In an interview with Charlie Rose right after the breakup, frontman Anastasio gave a compelling reason for the breakup — the passion for making great music together was no longer there. Anastasio tells Rose how he once felt about the music:
You know, it was like — the only thought was about the show. I mean, I used to lock myself in my hotel room as soon as the concert was over. For years, I would run back to my hotel room and start working on the set for the next night. And even though there wasn’t really a set list, there kind of was. Like I knew what was going on. And I was working and working and working, you know, oh my God, for hours, ripping pieces of papers up, books, you know, and I’d like you to practice them, come on, guys, everybody in the practice room. And then hours before the show, songs we hadn’t played in a while — I mean, it was just like a heavy work ethic until we got onstage. And then it was just a celebration.
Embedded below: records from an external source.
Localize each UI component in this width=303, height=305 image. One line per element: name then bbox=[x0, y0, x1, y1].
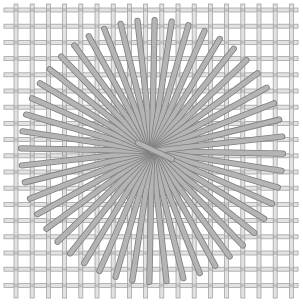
wire-crossing bbox=[144, 283, 148, 287]
wire-crossing bbox=[225, 24, 229, 28]
wire-crossing bbox=[14, 73, 18, 77]
wire-crossing bbox=[30, 121, 34, 125]
wire-crossing bbox=[192, 283, 196, 287]
wire-crossing bbox=[289, 154, 293, 158]
wire-crossing bbox=[257, 202, 261, 206]
wire-crossing bbox=[63, 154, 67, 158]
wire-crossing bbox=[208, 202, 212, 206]
wire-crossing bbox=[241, 40, 245, 44]
wire-crossing bbox=[30, 251, 34, 255]
wire-crossing bbox=[14, 235, 18, 239]
wire-crossing bbox=[95, 283, 99, 287]
wire-crossing bbox=[127, 251, 131, 255]
wire-crossing bbox=[257, 235, 261, 239]
wire-crossing bbox=[289, 73, 293, 77]
wire-crossing bbox=[241, 251, 245, 255]
wire-crossing bbox=[14, 105, 18, 109]
wire-crossing bbox=[14, 186, 18, 190]
wire-crossing bbox=[95, 8, 99, 12]
wire-crossing bbox=[257, 8, 261, 12]
wire-crossing bbox=[63, 24, 67, 28]
wire-crossing bbox=[241, 283, 245, 287]
wire-crossing bbox=[30, 202, 34, 206]
wire-crossing bbox=[46, 154, 50, 158]
wire-crossing bbox=[14, 283, 18, 287]
wire-crossing bbox=[257, 283, 261, 287]
wire-crossing bbox=[63, 40, 67, 44]
wire-crossing bbox=[46, 24, 50, 28]
wire-crossing bbox=[225, 283, 229, 287]
wire-crossing bbox=[192, 24, 196, 28]
wire-crossing bbox=[289, 8, 293, 12]
wire-crossing bbox=[225, 219, 229, 223]
wire-crossing bbox=[95, 24, 99, 28]
wire-crossing bbox=[30, 219, 34, 223]
wire-crossing bbox=[241, 8, 245, 12]
wire-crossing bbox=[289, 24, 293, 28]
wire-crossing bbox=[289, 121, 293, 125]
wire-crossing bbox=[241, 267, 245, 271]
wire-crossing bbox=[241, 89, 245, 93]
wire-crossing bbox=[14, 57, 18, 61]
wire-crossing bbox=[176, 8, 180, 12]
wire-crossing bbox=[208, 40, 212, 44]
wire-crossing bbox=[30, 24, 34, 28]
wire-crossing bbox=[46, 73, 50, 77]
wire-crossing bbox=[30, 267, 34, 271]
wire-crossing bbox=[127, 283, 131, 287]
wire-crossing bbox=[144, 8, 148, 12]
wire-crossing bbox=[192, 8, 196, 12]
wire-crossing bbox=[241, 105, 245, 109]
wire-crossing bbox=[289, 40, 293, 44]
wire-crossing bbox=[208, 8, 212, 12]
wire-crossing bbox=[289, 89, 293, 93]
wire-crossing bbox=[79, 251, 83, 255]
wire-crossing bbox=[289, 202, 293, 206]
wire-crossing bbox=[46, 57, 50, 61]
wire-crossing bbox=[289, 251, 293, 255]
wire-crossing bbox=[257, 57, 261, 61]
wire-crossing bbox=[30, 170, 34, 174]
wire-crossing bbox=[160, 24, 164, 28]
wire-crossing bbox=[273, 24, 277, 28]
wire-crossing bbox=[289, 235, 293, 239]
wire-crossing bbox=[241, 24, 245, 28]
wire-crossing bbox=[144, 235, 148, 239]
wire-crossing bbox=[241, 170, 245, 174]
wire-crossing bbox=[289, 105, 293, 109]
wire-crossing bbox=[257, 40, 261, 44]
wire-crossing bbox=[79, 24, 83, 28]
wire-crossing bbox=[241, 235, 245, 239]
wire-crossing bbox=[160, 8, 164, 12]
wire-crossing bbox=[225, 267, 229, 271]
wire-crossing bbox=[63, 283, 67, 287]
wire-crossing bbox=[46, 8, 50, 12]
wire-crossing bbox=[46, 235, 50, 239]
wire-crossing bbox=[273, 89, 277, 93]
wire-crossing bbox=[30, 235, 34, 239]
wire-crossing bbox=[111, 283, 115, 287]
wire-crossing bbox=[144, 24, 148, 28]
wire-crossing bbox=[14, 138, 18, 142]
wire-crossing bbox=[273, 235, 277, 239]
wire-crossing bbox=[273, 219, 277, 223]
wire-crossing bbox=[30, 8, 34, 12]
wire-crossing bbox=[30, 138, 34, 142]
wire-crossing bbox=[241, 121, 245, 125]
wire-crossing bbox=[127, 24, 131, 28]
wire-crossing bbox=[160, 283, 164, 287]
wire-crossing bbox=[30, 154, 34, 158]
wire-crossing bbox=[30, 40, 34, 44]
wire-crossing bbox=[225, 40, 229, 44]
wire-crossing bbox=[176, 40, 180, 44]
wire-crossing bbox=[30, 89, 34, 93]
wire-crossing bbox=[111, 24, 115, 28]
wire-crossing bbox=[63, 267, 67, 271]
wire-crossing bbox=[14, 219, 18, 223]
wire-crossing bbox=[79, 267, 83, 271]
wire-crossing bbox=[257, 186, 261, 190]
wire-crossing bbox=[46, 251, 50, 255]
wire-crossing bbox=[273, 57, 277, 61]
wire-crossing bbox=[14, 8, 18, 12]
wire-crossing bbox=[14, 251, 18, 255]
The band that had practiced so diligently for most of its tenure stopped practicing in 1998. By 2004, fans began commenting that the musical quality of the band was declining. What could have been a triumphant final show in Coventry, Vermont, was a disaster. Not only did rain and mud wreak havoc on the weekend, but the band’s performance was universally panned. The musical geniuses of Phish went out with a whimper.
Phish, Inc., became a bloated, drug-riddled entity precisely when their desire to make great music together was waning. It was time to call it quits.
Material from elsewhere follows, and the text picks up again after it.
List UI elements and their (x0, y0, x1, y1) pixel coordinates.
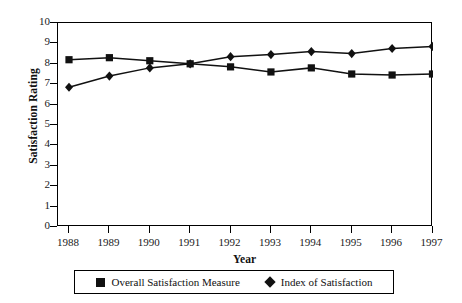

Until, that is, it was time to call it unquits. The band reunited in 2009 for a three-night show in Hampton, Virginia. The announcement sent a shock wave through the Phish community and an even greater shock wave through the Ticketmaster ordering system. The heavy traffic crashed the site.
In the five years they were broken up, the band members cleaned up, streamlined their staff, and gradually rebuilt the personal relationships between them. And so, in a testament to the strength of the following the group had built, the band members reunited and have generated over $120 million in the four years since.
After researching this story and finding out how hard Phish works at their craft, Rohin finally agreed to attend one of their shows with his wife this summer.
Rohin Dhar is the co-founder of Priceonomics, which was incubated in winter 2012 at Y Combinator. He also co-founded Personforce. Dhar drinks coffee and rides a bicycle.